UK sector hit with 40% remote gaming duty, new remote betting tax from 2027
Summary
The UK government will raise the remote gaming duty from 21% to 40% from April 2026. A new general remote betting duty of 25% (up from 15%) will apply from April 2027, but only to online betting profits and excluding spread betting, pool bets and horse racing. Self-service betting terminal bets will also be exempt from the new betting duty.
The autumn Budget and the Office for Budget Responsibility projections say the tax changes are expected to materially lift gambling tax receipts: an expected £4bn in 2025-26 and rises to around £5bn in 2026-27. The government also notes operators are likely to pass on up to 90% of the increase to consumers, which it estimates will reduce demand and shrink the long-term yield by around £500m by 2029-30. The article notes the government expects to raise £1.1 billion in gambling taxes by 2029-30.
Key Points
- Remote gaming duty rises from 21% to 40% from April 2026.
- New remote betting duty of 25% comes into force in April 2027, charged on online betting profit only.
- Exemptions: spread betting, pool bets, horse racing bets and self-service betting terminal bets are excluded from the new betting duty.
- The Budget forecasts a sharp increase in gambling tax receipts: c. £4bn (2025-26) and £5bn (2026-27).
- Bingo duty’s 10% rate will be abolished and casino gaming duty bands frozen for 2026-27.
- Government expects operators to pass on most of the duty hike to customers, reducing consumer demand and trimming long-term yield.
- Changes follow HMRC/Treasury consultations and Treasury Select Committee work on tax consolidation and sector risk differentiation.
Content summary
The article reports the UK autumn Budget decision to overhaul and increase remote gambling taxation. It outlines the immediate changes to remote gaming duty and the phased introduction of a consolidated betting duty, plus the specific carve-outs for certain bet types and terminals. The piece summarises official revenue forecasts and government assumptions about how much of the tax rise operators will pass to customers, and it briefly traces the policy background — consultations from HMRC and the Treasury, think-tank input, and Treasury Select Committee inquiries into sectoral impacts and tax design.
It highlights potential industry consequences: higher operator costs, likely increases in prices or lower payouts for customers, and possible impacts on retail operators and horse racing that had earlier raised concerns during consultations.
Context and relevance
This is a major fiscal shift for the UK gambling industry. If you run, work for, invest in or supply the sector — from online operators and retail bookmakers to affiliates and horse-racing stakeholders — this changes revenue models, pricing strategies and regulatory conversations. It also fits a wider trend of governments re-examining online gambling taxation and the balance between raising revenue and limiting harm.
Author style
Punchy: this isn’t a tweak — it’s a sizeable tax shock. The story matters now because the rises are scheduled and will affect margins, consumer prices and sector economics immediately and into 2027. Operators need to be planning pricing, product and compliance moves right away.
Why should I read this?
Short answer: because this will sting wallets and profits. If you’re involved in UK gambling — clever to know how and when this lands so you can plan pricing, communications and partnerships. If you’re watching the sector for investment or policy reasons, it signals tougher fiscal scrutiny and potential behavioural shifts in players.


• _TASK TO CARRY OUT_
Within the listing below, filter for "value" and copy every matching line.

[EXTRACTED MATERIAL]

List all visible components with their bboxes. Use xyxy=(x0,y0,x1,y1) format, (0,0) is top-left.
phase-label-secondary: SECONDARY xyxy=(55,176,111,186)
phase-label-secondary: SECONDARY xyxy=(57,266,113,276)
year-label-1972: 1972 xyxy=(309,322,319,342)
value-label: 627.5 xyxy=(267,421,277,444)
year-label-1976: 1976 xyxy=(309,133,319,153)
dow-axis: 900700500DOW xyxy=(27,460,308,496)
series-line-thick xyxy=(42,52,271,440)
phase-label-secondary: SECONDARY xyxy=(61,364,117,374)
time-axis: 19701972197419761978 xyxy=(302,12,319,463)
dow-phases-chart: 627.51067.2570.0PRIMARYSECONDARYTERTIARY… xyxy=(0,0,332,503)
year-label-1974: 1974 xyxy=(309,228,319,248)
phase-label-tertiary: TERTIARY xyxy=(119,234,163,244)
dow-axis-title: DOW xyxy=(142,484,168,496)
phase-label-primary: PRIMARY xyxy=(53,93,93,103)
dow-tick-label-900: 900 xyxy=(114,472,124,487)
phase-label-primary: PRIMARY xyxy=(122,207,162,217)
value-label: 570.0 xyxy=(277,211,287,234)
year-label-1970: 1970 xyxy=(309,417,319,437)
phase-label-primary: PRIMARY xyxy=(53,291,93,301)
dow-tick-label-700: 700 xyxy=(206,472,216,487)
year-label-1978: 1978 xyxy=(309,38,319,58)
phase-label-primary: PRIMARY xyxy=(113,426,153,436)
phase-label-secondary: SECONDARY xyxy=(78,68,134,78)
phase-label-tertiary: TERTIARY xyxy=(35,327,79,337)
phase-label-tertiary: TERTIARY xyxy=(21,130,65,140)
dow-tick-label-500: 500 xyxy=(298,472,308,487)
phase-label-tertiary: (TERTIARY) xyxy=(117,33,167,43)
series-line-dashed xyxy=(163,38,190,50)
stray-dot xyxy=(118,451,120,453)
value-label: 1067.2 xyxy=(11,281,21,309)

[/EXTRACTED MATERIAL]

• _WRITTEN RESPONSE_
value-label: 627.5 xyxy=(267,421,277,444)
value-label: 570.0 xyxy=(277,211,287,234)
value-label: 1067.2 xyxy=(11,281,21,309)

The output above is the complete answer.